Facing a shortage of parts and money, NASA is taking back part of an exhibit on the space shuttle from an Alabama museum, according to a newspaper report.
The Marshall Space Flight Center and the United Space Alliance, NASA's shuttles operations contractor, last week contacted the http://www.ussrc.com/US Space & Rocket Center in Huntsville, Alabama, and asked it to return the forward assemblies from the solid rocket boosters on the museum's full-size shuttle exhibit "for use in the space program," the Huntsville Times newspaper reported Sunday.
The shuttle's solid rocket boosters serve as propellant motors for the spacecraft during launch. After launch, they separate from the shuttle at 200,000 feet and fall into the ocean, where they are recovered, towed back to shore and refurbished for another flight.
But several of the forward assemblies used in the shuttle program have been damaged or lost since 1981, when the shuttle program began. NASA told the newspaper that it asked for the parts back to make sure the space agency does not fall short of hardware over the coming months as it constructs the new international space station.
Officials at NASA were not available to comment on Sunday. At the museum, workers said officials had the day off and were not available to discuss the report.
The Clinton administration's fiscal 2000 budget request for NASA earlier this month represented a decline for the fifth straight year. Building new forward assemblies would take three years and cost US$5 million to $10 million each.
The equipment taken from the museum display will be replaced with mock-ups, the newspaper said.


Work instruction: Each line of the data below that carries the word "resources" needs to be copied.

Available data:
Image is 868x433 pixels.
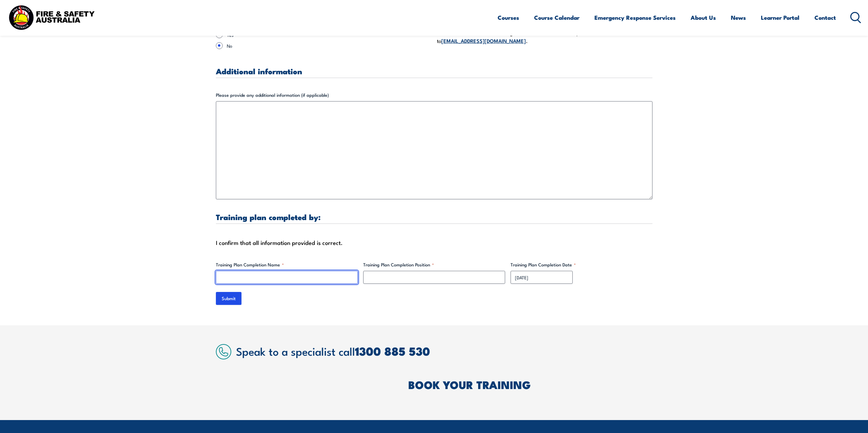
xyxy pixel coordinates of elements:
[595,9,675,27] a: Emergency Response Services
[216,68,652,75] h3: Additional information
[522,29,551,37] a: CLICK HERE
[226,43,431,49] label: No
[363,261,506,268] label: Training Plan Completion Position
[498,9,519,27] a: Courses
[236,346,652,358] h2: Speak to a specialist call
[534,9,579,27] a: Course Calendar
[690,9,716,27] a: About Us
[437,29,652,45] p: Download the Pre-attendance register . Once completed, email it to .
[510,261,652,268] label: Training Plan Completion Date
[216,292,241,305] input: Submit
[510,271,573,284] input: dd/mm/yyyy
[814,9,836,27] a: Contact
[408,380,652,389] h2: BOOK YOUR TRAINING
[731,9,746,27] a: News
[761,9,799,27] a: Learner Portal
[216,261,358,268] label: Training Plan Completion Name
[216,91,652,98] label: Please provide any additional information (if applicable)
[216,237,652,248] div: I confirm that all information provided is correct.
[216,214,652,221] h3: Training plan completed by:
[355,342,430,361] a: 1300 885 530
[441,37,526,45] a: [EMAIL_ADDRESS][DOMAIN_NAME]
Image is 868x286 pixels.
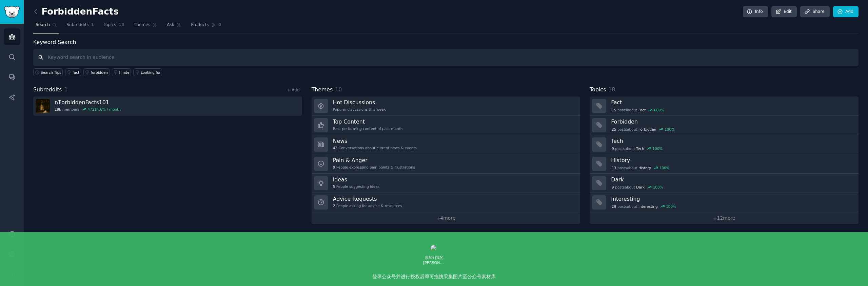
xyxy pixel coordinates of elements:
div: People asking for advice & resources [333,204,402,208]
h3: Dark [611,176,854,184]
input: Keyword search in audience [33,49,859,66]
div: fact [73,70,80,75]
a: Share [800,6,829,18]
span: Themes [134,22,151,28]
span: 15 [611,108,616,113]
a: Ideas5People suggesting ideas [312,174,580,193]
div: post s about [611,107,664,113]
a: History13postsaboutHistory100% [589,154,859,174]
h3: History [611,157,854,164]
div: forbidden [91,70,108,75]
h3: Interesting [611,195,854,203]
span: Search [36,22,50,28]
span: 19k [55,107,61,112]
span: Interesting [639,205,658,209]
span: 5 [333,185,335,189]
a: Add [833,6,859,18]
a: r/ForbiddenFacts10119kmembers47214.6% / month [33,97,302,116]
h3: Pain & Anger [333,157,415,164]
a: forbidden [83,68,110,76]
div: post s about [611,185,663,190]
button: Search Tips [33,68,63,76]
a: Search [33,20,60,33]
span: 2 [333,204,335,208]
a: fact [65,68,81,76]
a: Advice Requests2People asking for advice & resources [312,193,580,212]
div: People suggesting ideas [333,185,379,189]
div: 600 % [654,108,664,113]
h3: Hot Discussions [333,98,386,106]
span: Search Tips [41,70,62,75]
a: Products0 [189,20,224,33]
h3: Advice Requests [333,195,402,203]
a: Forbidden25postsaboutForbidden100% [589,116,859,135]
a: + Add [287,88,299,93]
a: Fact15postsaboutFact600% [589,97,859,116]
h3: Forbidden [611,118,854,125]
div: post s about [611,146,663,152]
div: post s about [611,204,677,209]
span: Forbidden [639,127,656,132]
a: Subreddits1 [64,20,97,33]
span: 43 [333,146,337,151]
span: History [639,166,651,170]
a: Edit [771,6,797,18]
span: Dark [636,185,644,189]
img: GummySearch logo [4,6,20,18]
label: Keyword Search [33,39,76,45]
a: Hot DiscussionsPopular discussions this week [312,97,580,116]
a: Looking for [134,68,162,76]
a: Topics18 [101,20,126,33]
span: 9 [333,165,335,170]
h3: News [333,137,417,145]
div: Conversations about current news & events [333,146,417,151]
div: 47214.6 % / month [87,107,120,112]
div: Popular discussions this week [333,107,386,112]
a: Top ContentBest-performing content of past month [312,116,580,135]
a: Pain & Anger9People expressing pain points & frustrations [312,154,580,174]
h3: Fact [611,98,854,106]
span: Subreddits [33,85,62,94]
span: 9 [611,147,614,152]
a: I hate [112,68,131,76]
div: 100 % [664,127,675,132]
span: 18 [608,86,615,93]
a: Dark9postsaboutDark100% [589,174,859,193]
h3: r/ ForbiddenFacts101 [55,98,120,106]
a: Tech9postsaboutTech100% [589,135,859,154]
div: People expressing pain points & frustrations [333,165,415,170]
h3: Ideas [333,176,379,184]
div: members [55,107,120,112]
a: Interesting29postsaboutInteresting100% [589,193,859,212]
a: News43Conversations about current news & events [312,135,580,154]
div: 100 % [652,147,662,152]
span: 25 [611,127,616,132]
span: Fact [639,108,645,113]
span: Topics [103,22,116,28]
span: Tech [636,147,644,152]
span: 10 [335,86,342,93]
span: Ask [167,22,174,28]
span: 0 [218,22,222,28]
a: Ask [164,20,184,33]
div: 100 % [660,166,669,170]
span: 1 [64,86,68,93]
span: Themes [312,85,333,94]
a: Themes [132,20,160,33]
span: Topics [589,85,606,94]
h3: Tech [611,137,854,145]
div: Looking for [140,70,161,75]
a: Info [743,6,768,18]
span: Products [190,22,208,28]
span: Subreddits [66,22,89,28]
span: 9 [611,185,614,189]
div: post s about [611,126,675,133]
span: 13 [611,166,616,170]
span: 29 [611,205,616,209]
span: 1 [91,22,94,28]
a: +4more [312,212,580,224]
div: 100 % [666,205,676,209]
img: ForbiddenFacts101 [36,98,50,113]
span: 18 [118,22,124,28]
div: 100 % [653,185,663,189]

Your response:
div: People asking for advice & resources [333,204,402,208]
a: Advice Requests2People asking for advice & resources [312,193,580,212]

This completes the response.